What Kyle Shanahan is Really Like

He's complicated.
What Kyle Shanahan is Really Like
What Kyle Shanahan is Really Like /

Did a podcast Wednesday with my dad talking about some of the key personalities on the 49ers. Here is Kyle Shanahan.

In Kyle Shanahan’s head, there’s a football field, and he’s always designing plays on it. He can’t stop. He’s a creative artist, and decidedly inward, the way creative people are.

Shanahan lives in his head.

He is capable of being social, but would rather spend the day alone drawing plays in an office. Bill Walsh was the same way.

Shanahan probably is the 49ers’ most creative offensive coach since Walsh. Shanahan isn’t always a brilliant play caller -- he makes some strange decisions in the fourth quarter of Super Bowls when the pressure is on. But Shanahan certainly is a flat-out brilliant play designer. He might be the best in the NFL right now, even better than Chiefs head coach Andy Reid. No one gets players more wide open than Shanahan. Every coach worth his salt studies Shanahan’s offensive scheme and steals from it. That’s standard homework.

Shanahan is so into his offense, he may not want input from other people. Again, Walsh was the same way. He grew out of that mentality, and Shanahan may as well.

This offseason, Shanahan decided not to sign Tom Brady, who was a free agent. Shanahan had lots of reasons not to sign him, but one might have been Brady’s age and experience. Brady is two years older than Shanahan and has won six Super Bowls. Brady probably would want input on the scheme. He might tell Shanahan, “I don’t like this play; it doesn’t work for me.” And Shanahan might feel threatened. Just a theory.

Shanahan is complicated. He’s nice, but also extremely blunt and honest. Sometimes he comes across as negative, because he doesn’t coddle players. Most modern coaches are coddlers. Shanahan tells players the truth. And he tells the media the truth about his players. From a journalist’s perspective, Shanahan is a gift from God.

Most coaches obscure the truth. They say, “I have to look at the film first.”

Shanahan never would say that. It’s beneath him.


Published
Grant Cohn
GRANT COHN

Grant Cohn has covered the San Francisco 49ers daily since 2011. He spent the first nine years of his career with the Santa Rosa Press Democrat where he wrote the Inside the 49ers blog and covered famous coaches and athletes such as Jim Harbaugh, Colin Kaepernick and Patrick Willis. In 2012, Inside the 49ers won Sports Blog of the Year from the Peninsula Press Club. In 2020, Cohn joined FanNation and began writing All49ers. In addition, he created a YouTube channel which has become the go-to place on YouTube to consume 49ers content. Cohn's channel typically generates roughly 3.5 million viewers per month, while the 49ers' official YouTube channel generates roughly 1.5 million viewers per month. Cohn live streams almost every day and posts videos hourly during the football season. Cohn is committed to asking the questions that 49ers fans want answered, and providing the most honest and interactive coverage in the country. His loyalty is to the reader and the viewer, not the team or any player or coach. Cohn is a new-age multimedia journalist with an old-school mentality, because his father is Lowell Cohn, the legendary sports columnist for the San Francisco Chronicle from 1979 to 1993. The two have a live podcast every Tuesday. Grant Cohn grew up in Oakland and studied English Literature at UCLA from 2006 to 2010. He currently lives in Oakland with his wife.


EXERCISE: In the entries below, find the lines with the word "series" and copy them.

[Dataset entries on figures]
────────────────

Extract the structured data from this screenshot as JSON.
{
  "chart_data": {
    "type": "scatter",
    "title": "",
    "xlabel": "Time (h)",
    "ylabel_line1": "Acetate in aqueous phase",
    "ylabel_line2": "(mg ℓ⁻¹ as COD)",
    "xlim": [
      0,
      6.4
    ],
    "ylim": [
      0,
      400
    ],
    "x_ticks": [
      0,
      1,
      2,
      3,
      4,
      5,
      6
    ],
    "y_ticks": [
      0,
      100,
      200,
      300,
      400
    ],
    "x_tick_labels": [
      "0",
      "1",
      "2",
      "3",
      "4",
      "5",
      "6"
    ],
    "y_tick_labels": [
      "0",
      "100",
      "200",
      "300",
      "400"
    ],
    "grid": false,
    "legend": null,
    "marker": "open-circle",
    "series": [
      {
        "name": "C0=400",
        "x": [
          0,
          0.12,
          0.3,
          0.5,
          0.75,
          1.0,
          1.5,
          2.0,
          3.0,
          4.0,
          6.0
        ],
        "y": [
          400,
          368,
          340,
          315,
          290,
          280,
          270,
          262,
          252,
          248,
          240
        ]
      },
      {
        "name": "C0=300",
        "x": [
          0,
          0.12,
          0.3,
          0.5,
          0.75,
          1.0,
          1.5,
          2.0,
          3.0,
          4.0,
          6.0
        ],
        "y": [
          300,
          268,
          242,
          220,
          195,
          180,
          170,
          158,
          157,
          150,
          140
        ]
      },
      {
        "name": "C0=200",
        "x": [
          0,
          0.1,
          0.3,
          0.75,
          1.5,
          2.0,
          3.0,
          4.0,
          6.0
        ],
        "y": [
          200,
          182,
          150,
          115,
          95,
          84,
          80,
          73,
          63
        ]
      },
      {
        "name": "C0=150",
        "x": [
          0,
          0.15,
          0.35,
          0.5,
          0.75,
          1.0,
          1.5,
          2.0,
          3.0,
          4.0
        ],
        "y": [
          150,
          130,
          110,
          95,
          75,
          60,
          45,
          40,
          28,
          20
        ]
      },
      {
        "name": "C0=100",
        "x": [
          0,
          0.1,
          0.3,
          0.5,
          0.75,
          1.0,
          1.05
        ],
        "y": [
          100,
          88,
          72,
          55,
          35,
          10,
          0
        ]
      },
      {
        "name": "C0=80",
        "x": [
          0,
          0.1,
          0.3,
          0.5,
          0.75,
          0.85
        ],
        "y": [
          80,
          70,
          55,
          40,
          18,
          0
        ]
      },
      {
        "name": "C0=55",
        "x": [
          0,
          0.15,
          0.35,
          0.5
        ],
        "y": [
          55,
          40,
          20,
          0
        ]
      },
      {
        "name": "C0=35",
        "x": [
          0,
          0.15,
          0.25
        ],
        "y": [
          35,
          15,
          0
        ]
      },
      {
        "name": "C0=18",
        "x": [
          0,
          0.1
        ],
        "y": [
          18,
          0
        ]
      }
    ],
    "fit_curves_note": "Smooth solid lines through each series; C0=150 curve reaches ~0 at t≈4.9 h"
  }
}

────────────────

EXERCISE RESPONSE:
    "series": [
    "fit_curves_note": "Smooth solid lines through each series; C0=150 curve reaches ~0 at t≈4.9 h"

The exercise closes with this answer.